To run the Poller from outside the web process, set up a cron or scheduled task on your operating system to call the Poller process at the same interval you set for reportingLookback in the config.yaml file.

Cron standalone example:

  1. Edit /etc/crontab vi /etc/crontab
  2. Add the crontab entry and save */15 * * * * /path/to/poncho/venv/bin/python3 /path/to/poncho/poller.py. Change /path/to/poncho to where you installed poncho.

Cron Docker example:

  1. Edit /etc/crontab vi /etc/crontab
  2. Add the crontab entry and save */15 * * * * docker exec poncho python3 /app/poller.py.
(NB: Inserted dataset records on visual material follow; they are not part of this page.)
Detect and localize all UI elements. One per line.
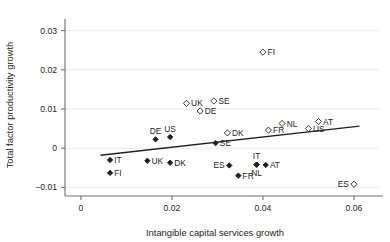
data-point-label: DE bbox=[205, 106, 217, 116]
data-point-label: ES bbox=[338, 179, 350, 189]
data-points-layer: FISEUKDEATNLUSFRDKESUSDESEITUKDKITNLATES… bbox=[107, 47, 357, 189]
data-point: AT bbox=[263, 160, 280, 170]
y-tick-label: 0.01 bbox=[40, 104, 57, 114]
data-point-label: ES bbox=[213, 160, 225, 170]
data-point-label: FR bbox=[273, 125, 284, 135]
filled-diamond-marker bbox=[227, 163, 232, 168]
data-point: DE bbox=[197, 106, 217, 116]
data-point-label: FR bbox=[243, 171, 254, 181]
data-point: US bbox=[164, 124, 176, 140]
filled-diamond-marker bbox=[167, 134, 172, 139]
data-point: IT bbox=[107, 155, 121, 165]
filled-diamond-marker bbox=[213, 140, 218, 145]
filled-diamond-marker bbox=[145, 158, 150, 163]
data-point: DK bbox=[224, 128, 244, 138]
filled-diamond-marker bbox=[167, 160, 172, 165]
y-axis-title: Total factor productivity growth bbox=[4, 42, 15, 169]
data-point-label: FI bbox=[268, 47, 275, 57]
open-diamond-marker bbox=[305, 125, 311, 131]
data-point-label: US bbox=[313, 124, 325, 134]
filled-diamond-marker bbox=[263, 162, 268, 167]
open-diamond-marker bbox=[224, 130, 230, 136]
y-tick-label: 0.03 bbox=[40, 26, 57, 36]
data-point-label: DK bbox=[174, 158, 186, 168]
chart-figure: −0.0100.010.020.03 00.020.040.06 FISEUKD… bbox=[0, 0, 390, 242]
data-point-label: IT bbox=[253, 151, 260, 161]
data-point: DE bbox=[150, 126, 162, 142]
data-point: DK bbox=[167, 158, 186, 168]
data-point: FR bbox=[236, 171, 254, 181]
filled-diamond-marker bbox=[153, 137, 158, 142]
data-point-label: SE bbox=[220, 138, 232, 148]
open-diamond-marker bbox=[211, 98, 217, 104]
filled-diamond-marker bbox=[236, 173, 241, 178]
data-point-label: UK bbox=[191, 98, 203, 108]
y-tick-label: 0 bbox=[52, 143, 57, 153]
data-point: FI bbox=[260, 47, 275, 57]
open-diamond-marker bbox=[265, 127, 271, 133]
filled-diamond-marker bbox=[254, 162, 259, 167]
y-axis-ticks: −0.0100.010.020.03 bbox=[35, 26, 65, 193]
data-point: FR bbox=[265, 125, 284, 135]
filled-diamond-marker bbox=[107, 170, 112, 175]
open-diamond-marker bbox=[260, 49, 266, 55]
x-tick-label: 0 bbox=[79, 203, 84, 213]
y-tick-label: −0.01 bbox=[35, 182, 57, 192]
scatter-plot: −0.0100.010.020.03 00.020.040.06 FISEUKD… bbox=[0, 0, 390, 242]
data-point-label: NL bbox=[287, 119, 298, 129]
x-tick-label: 0.02 bbox=[164, 203, 181, 213]
filled-diamond-marker bbox=[107, 157, 112, 162]
x-axis-ticks: 00.020.040.06 bbox=[79, 196, 363, 213]
data-point-label: AT bbox=[270, 160, 280, 170]
data-point: SE bbox=[211, 96, 230, 106]
data-point-label: FI bbox=[114, 168, 121, 178]
data-point: ES bbox=[213, 160, 232, 170]
data-point: FI bbox=[107, 168, 121, 178]
data-point: US bbox=[305, 124, 325, 134]
x-tick-label: 0.06 bbox=[346, 203, 363, 213]
data-point: UK bbox=[183, 98, 203, 108]
data-point-label: DE bbox=[150, 126, 162, 136]
data-point-label: DK bbox=[232, 128, 244, 138]
y-tick-label: 0.02 bbox=[40, 65, 57, 75]
data-point: ES bbox=[338, 179, 357, 189]
open-diamond-marker bbox=[351, 181, 357, 187]
open-diamond-marker bbox=[183, 100, 189, 106]
data-point: UK bbox=[145, 156, 164, 166]
data-point: SE bbox=[213, 138, 231, 148]
x-tick-label: 0.04 bbox=[255, 203, 272, 213]
x-axis-title: Intangible capital services growth bbox=[146, 227, 284, 238]
data-point-label: IT bbox=[114, 155, 121, 165]
data-point-label: US bbox=[164, 124, 176, 134]
data-point-label: UK bbox=[152, 156, 164, 166]
data-point-label: SE bbox=[218, 96, 230, 106]
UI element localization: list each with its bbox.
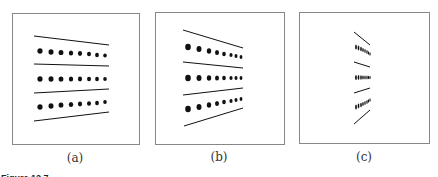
panel-c: (c) — [300, 13, 430, 165]
panel-c-label: (c) — [356, 150, 372, 164]
panel-a-label: (a) — [67, 151, 84, 165]
panel-a-frame — [13, 14, 140, 145]
panel-b: (b) — [156, 13, 285, 165]
figure-canvas: (a) (b) (c) Fi — [0, 0, 438, 177]
panel-a: (a) — [13, 14, 140, 166]
figure-caption: Figure 12.7 — [1, 173, 49, 177]
panel-b-frame — [156, 13, 285, 145]
panel-b-label: (b) — [210, 150, 227, 164]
Creating API Keys in Umbrella and OpenAI

Umbrella

  1. Login to Umbrella.
  2. Navigate to Admin -> API Keys.
  3. Press the Add button in the upper right corner of the screen.
  4. Give the API Key a Name and Grant Scope Access as follows:
    • Policies / Destinations: Read/Write
    • Reports / Granular Events: Read-Only
    • Policies / Destination Lists: Read/Write
  5. Copy the API Key and Key Secret to config.yaml.

Poncho

OpenAI

  1. Login to your OpenAI Account.
  2. Navigate to API Keys (https://platform.openai.com/api-keys).
  3. Press Create new secret key.
  4. Enter a name for the new key and then press Create secret key.
  5. Copy the key and place it in config.yaml.

Poncho

FAQ

  1. How much does it cost to use OpenAI with Poncho?
    • Usage costs will vary based on the number of uncategorized sites Poncho finds in your Umbrella logs. Currently, Poncho is set to use the inexpensive gpt-3.5-turbo-0125 model. This model costs about $0.0005 per 1K tokens. By default, Poncho uses no more than 255 tokens per site lookup. Poncho will only query OpenAI for new sites not already in the internal Poncho database.
  2. How accurate is OpenAI analysis?
    • This is dependent on the websites Poncho finds as uncategorized in your Umbrella logs. By default, Poncho is set to input a maximum of 250 tokens which may not be a complete website. While in testing, this number seems sufficient, you may have to adjust the token size in config.yaml to have OpenAI review more of a website and return more accurate results. Also, the analysis of a website with OpenAI is meant to guide an administrator on which uncategorized sites to focus on, not be the be-all, end-all opinion on what a website may contain for content.
  3. Is the Poncho DB backed up?
    • No, as Poncho uses SQLite3, there is a DB file (data/poncho.db) that gets created when poller.py runs. A backup of this file is recommended if you wish to restore from a lost or deleted DB file.

Authors

  • Nick Ciesinski

License

Copyright 2024 Cisco Systems, Inc. or its affiliates

Licensed under the Apache License, Version 2.0 (the "License"); you may not use this file except in compliance with the License. You may obtain a copy of the License at

http://www.apache.org/licenses/LICENSE-2.0

Unless required by applicable law or agreed to in writing, software distributed under the License is distributed on an "AS IS" BASIS, WITHOUT WARRANTIES OR CONDITIONS OF ANY KIND, either express or implied. See the License for the specific language governing permissions and limitations under the License.